I like this going both ways just fine. The Rangers have a lot of talent, could use someone physical and solid down the lineup, and Blais checks those boxes. Can’t complain about a second-rounder either. For the Blues, they generally just suffer from a lack of goal-producing talents, but they got one here in Buchnevich. One of those deals where you go “Yeah that makes sense,” and you feel like we should see more of them in-season.

When you own an NHL team and you’re debating keeping or firing a manager who’s underachieved for a number of years, you have to ask yourself: have I seen enough from them to believe that, with the pressure obviously on this person to make some big trades, are they going to make the right ones for the future of this franchise? Because honestly, this deal feels like Jim Benning recognizing “I know if we don’t make the playoffs and maybe even win a round next season I’m fired, so we have to go all-in on the short-term.”

The thing I mentioned about Ristolainen, with the analytics? Yeah they don’t like OEL’s past few seasons either, and he’s been in steady decline since his peak some five years back. Vancouver unloaded that debilitating Eriksson deal, but may have taken on another albatross in exchange, drawing the pain out until 2026. And the cost in draft picks was substantial.

The thing is it’s tough to be mad at a hockey team for trying to win, and the Canucks are substantially better today than they were before the weekend. Conor Garland is excellent, a huge addition for Vancouver, and given the soft Pacific Division and emergence of Thatcher Demko, it’s real easy to see the Canucks having a nice season next year.

But they better, because the bill probably comes due down the line. If you’re Benning, that’s either something worth dealing with later, or someone else’s problem, so it’s clear why he’d make this move now. Whether he should’ve been in the job to make it or not, given the long-term implications of OEL’s cap hit and the draft pick capital lost, is another discussion.

There’s a theme here today, and it’s not fun to share it, because positivity rules and we all want to be more like Ted Lasso. But I’m telling you that the people who dig into the numbers have an excellent track record, and Jones is another D that has earned more skepticism than the common rhetoric around the player.

I see Jones as a top-pair guy with his best years ahead of him, who makes the Blackhawks better today than they were yesterday. But the contract they gave him (eight years, $9.5 million AAV) was, without equivocation, far too big a commitment, and the cost they paid was astronomical. Bidding wars will do that.

So in the positive spirit of Lasso, kudos to Jarmo Kekalainen and the Blue Jackets, who got a nice player in Boqvist, and the rights to draft some quality players, for a guy who didn’t want to be a part of their team long-term. And congrats to Chicago for getting better today.

Sure! I don’t know what Jake Bean will become, but he feels like one of those talented players who has the upside to break through into a middle pair NHL guy.
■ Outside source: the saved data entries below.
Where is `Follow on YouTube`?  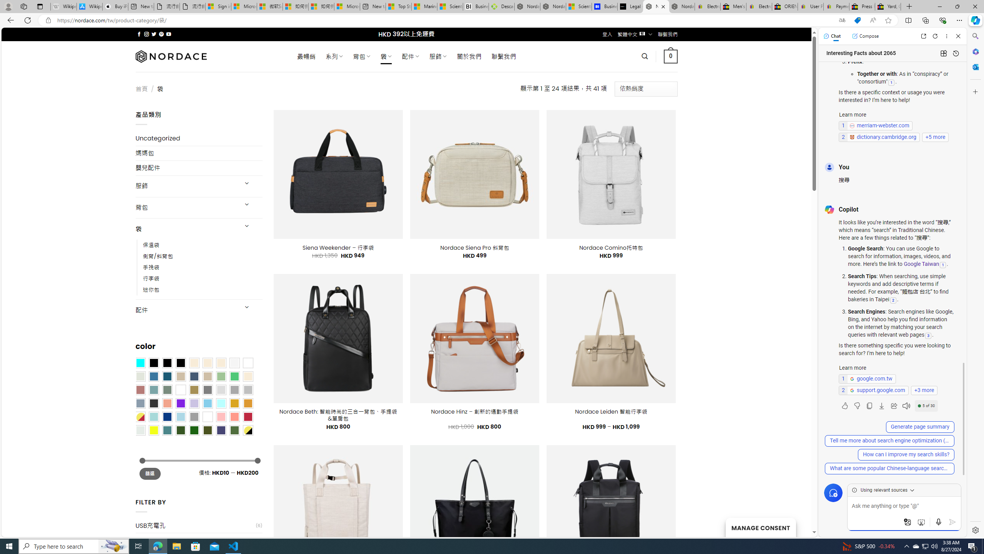 Follow on YouTube is located at coordinates (168, 34).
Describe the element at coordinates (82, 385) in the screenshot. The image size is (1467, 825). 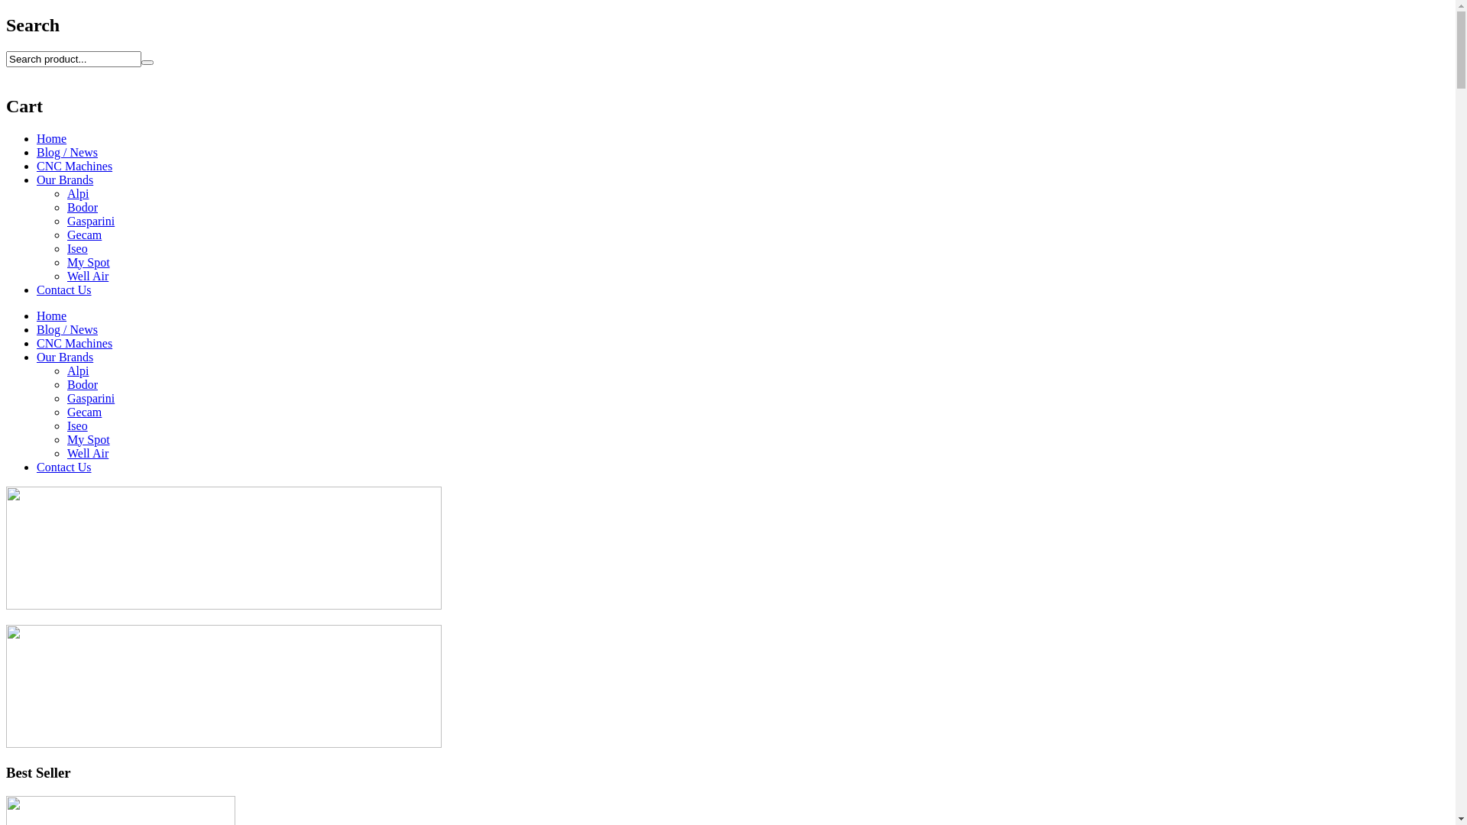
I see `Bodor` at that location.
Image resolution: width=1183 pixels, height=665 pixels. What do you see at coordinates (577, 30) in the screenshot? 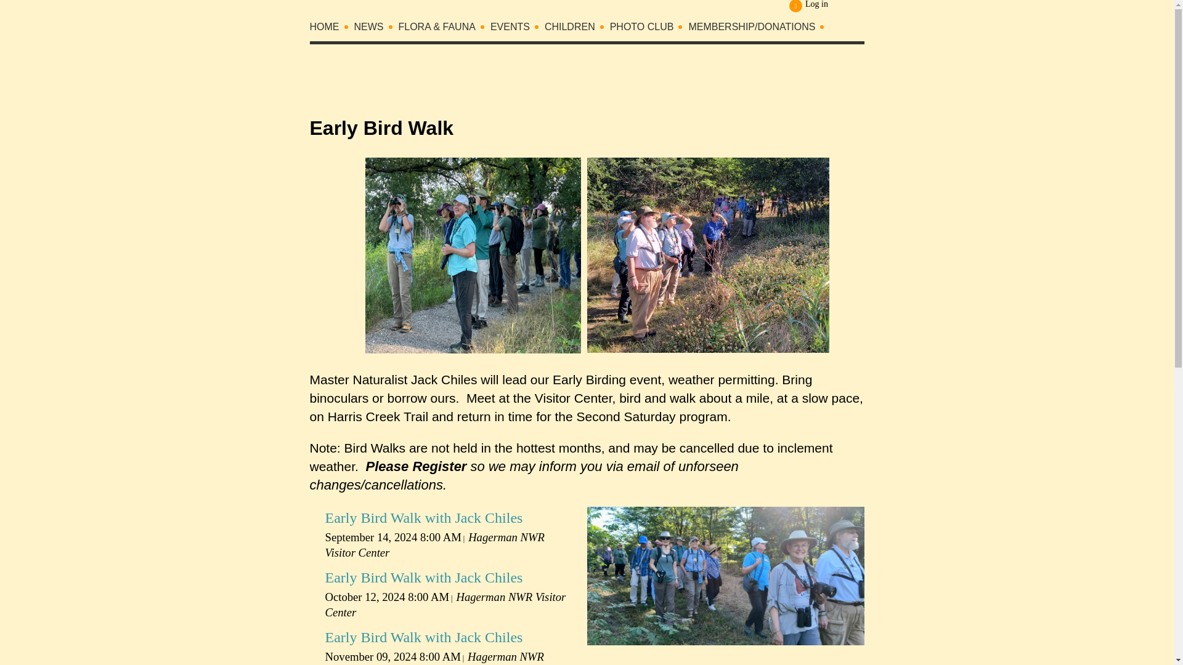
I see `CHILDREN` at bounding box center [577, 30].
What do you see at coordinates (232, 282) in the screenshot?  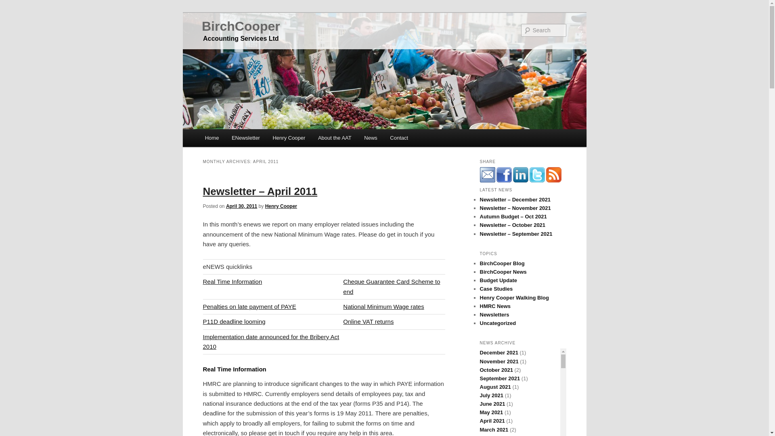 I see `Real Time Information` at bounding box center [232, 282].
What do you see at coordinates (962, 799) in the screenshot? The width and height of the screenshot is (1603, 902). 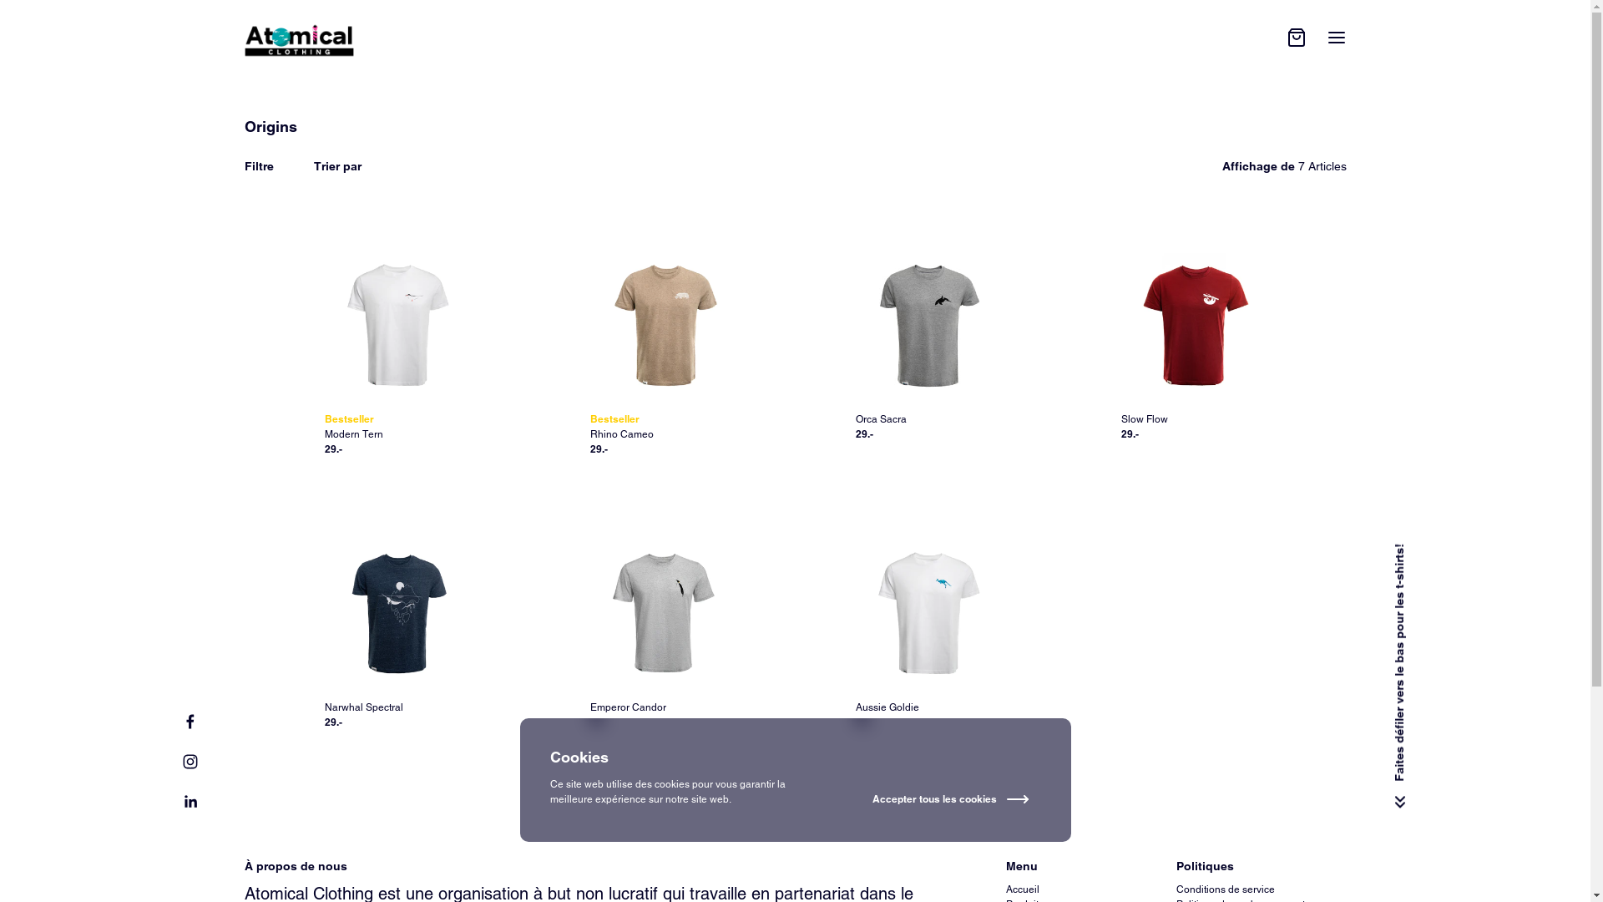 I see `Accepter tous les cookies` at bounding box center [962, 799].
He’s close enough to take a shot on, without a doubt. Carolina doesn’t have room on D, and so they added another high lottery ticket in a weird draft, and Columbus gets a magic bean (I’m hilarious) that hopefully grows into something great.
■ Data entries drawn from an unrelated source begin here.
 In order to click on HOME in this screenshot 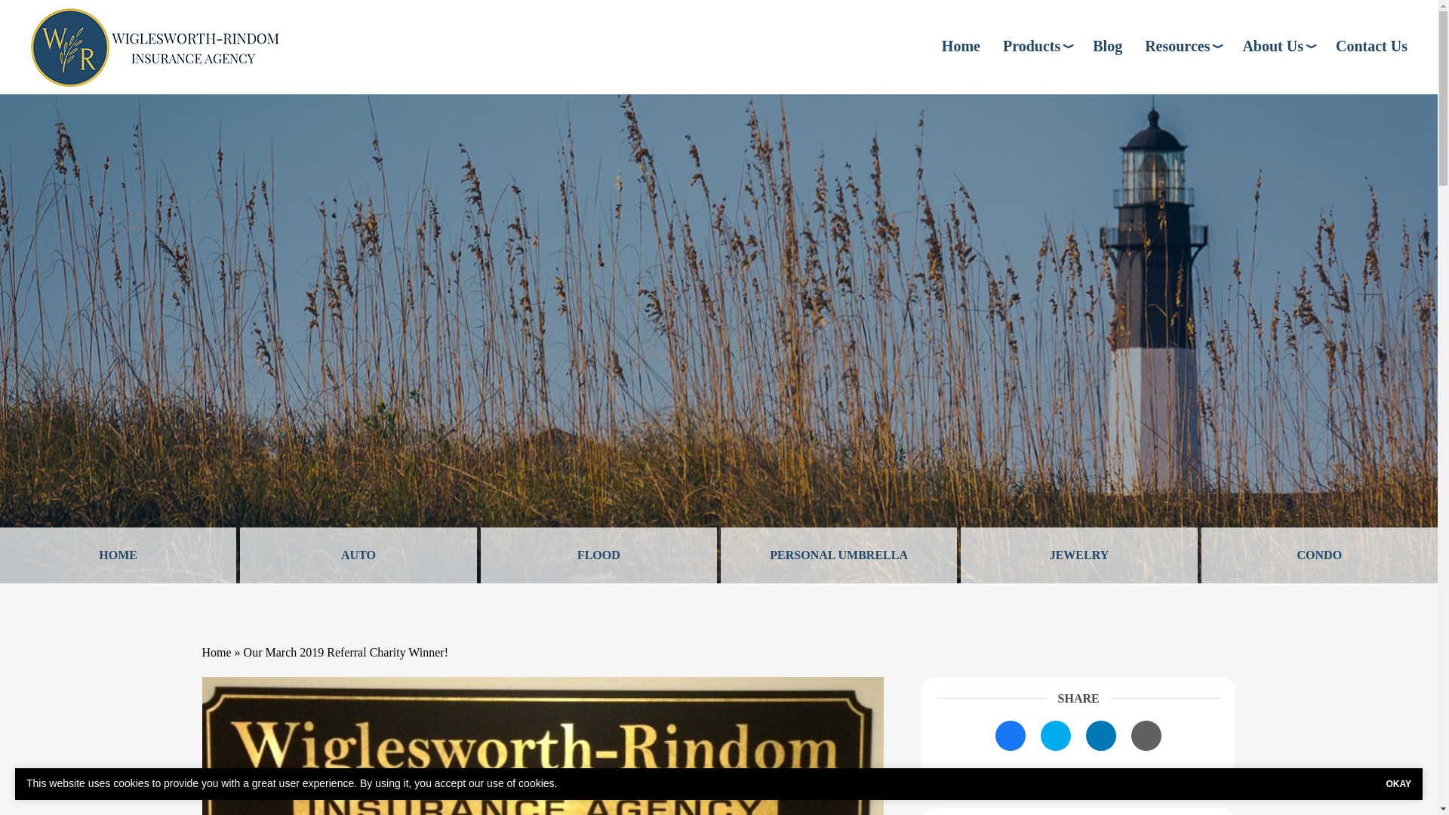, I will do `click(118, 555)`.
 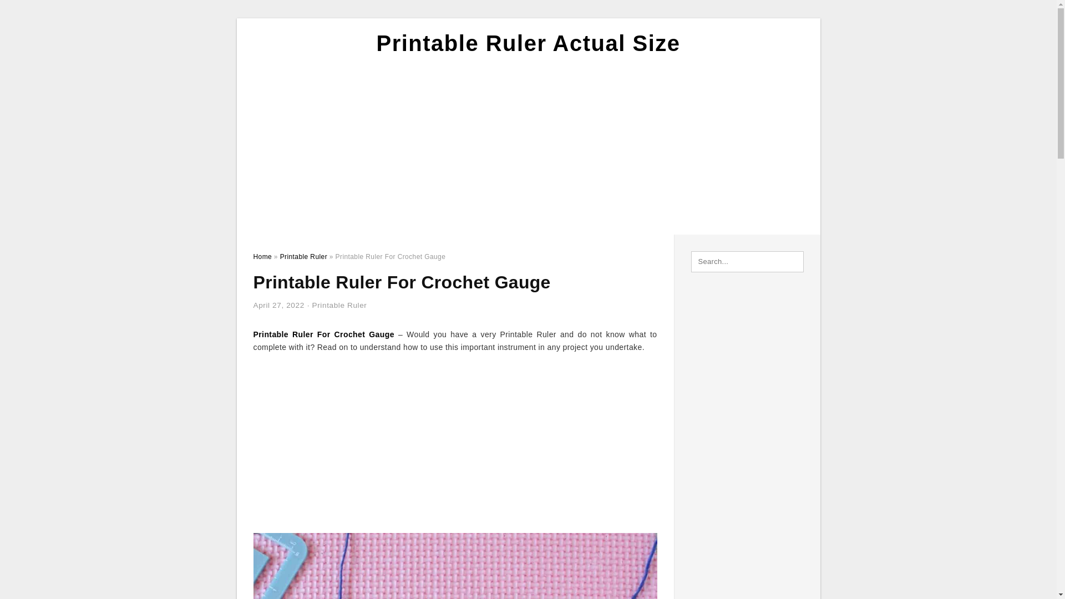 I want to click on Printable Ruler, so click(x=303, y=256).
When I mentioned fans complaining because they want to see NHL GMs get a little more frisky sometimes, it’s because deals like this come up and seem to make sense all around. Shouldn’t that happen more?
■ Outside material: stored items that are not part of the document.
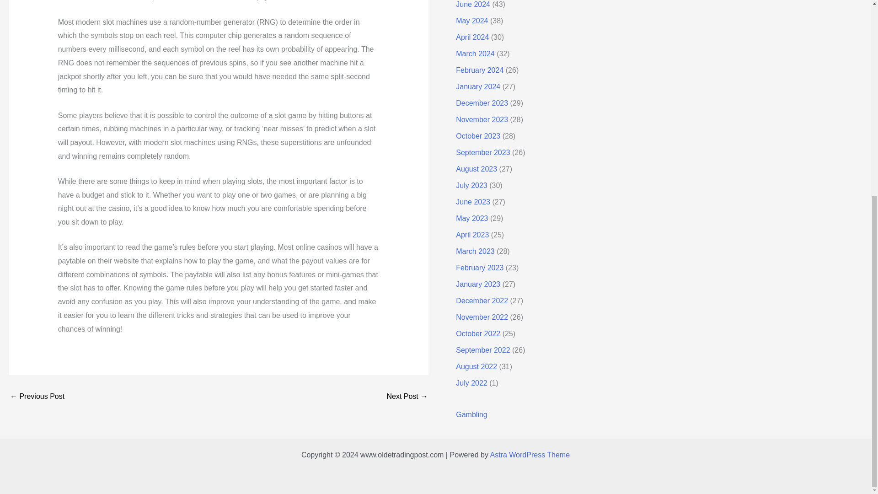 The image size is (878, 494). Describe the element at coordinates (476, 169) in the screenshot. I see `August 2023` at that location.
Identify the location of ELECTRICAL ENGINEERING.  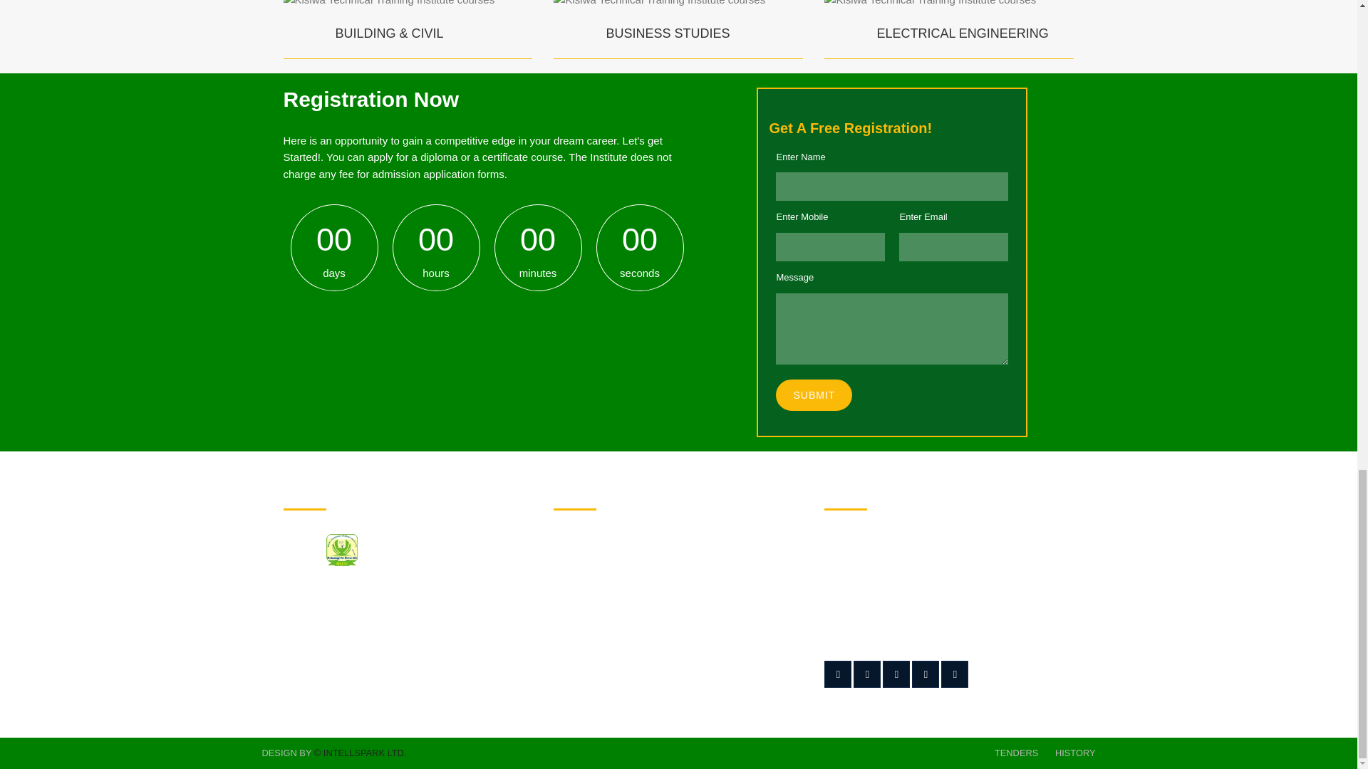
(962, 33).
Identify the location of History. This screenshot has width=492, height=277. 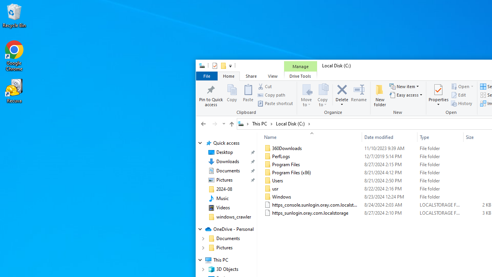
(461, 103).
The Flyers get some cap savings and a competitive player who can put the puck in the net with Cam Atkinson. The Blue Jackets get out from a big cap hit on a declining asset a season sooner (and they likely expect to be better down the road, not tomorrow, so they might as well pay up front), and Jakub Voracek is the type of elite play-maker that could help CBJ capitalize on having a guy like Patrik Laine around. This one makes sense.

The Panthers gave Tampa Bay a good series early in the playoffs and didn’t feel like they were that far off. The addition of Sam Reinhart is substantial, and only pushes them closer. This addition, combined with Tampa’s off-season losses (all of the Gourde, Goodrow and Coleman line for starters), and suddenly the battle for the best team in Florida (and in turn the league?) got a little tighter. It’s a big price, of course, but Florida’s time is now.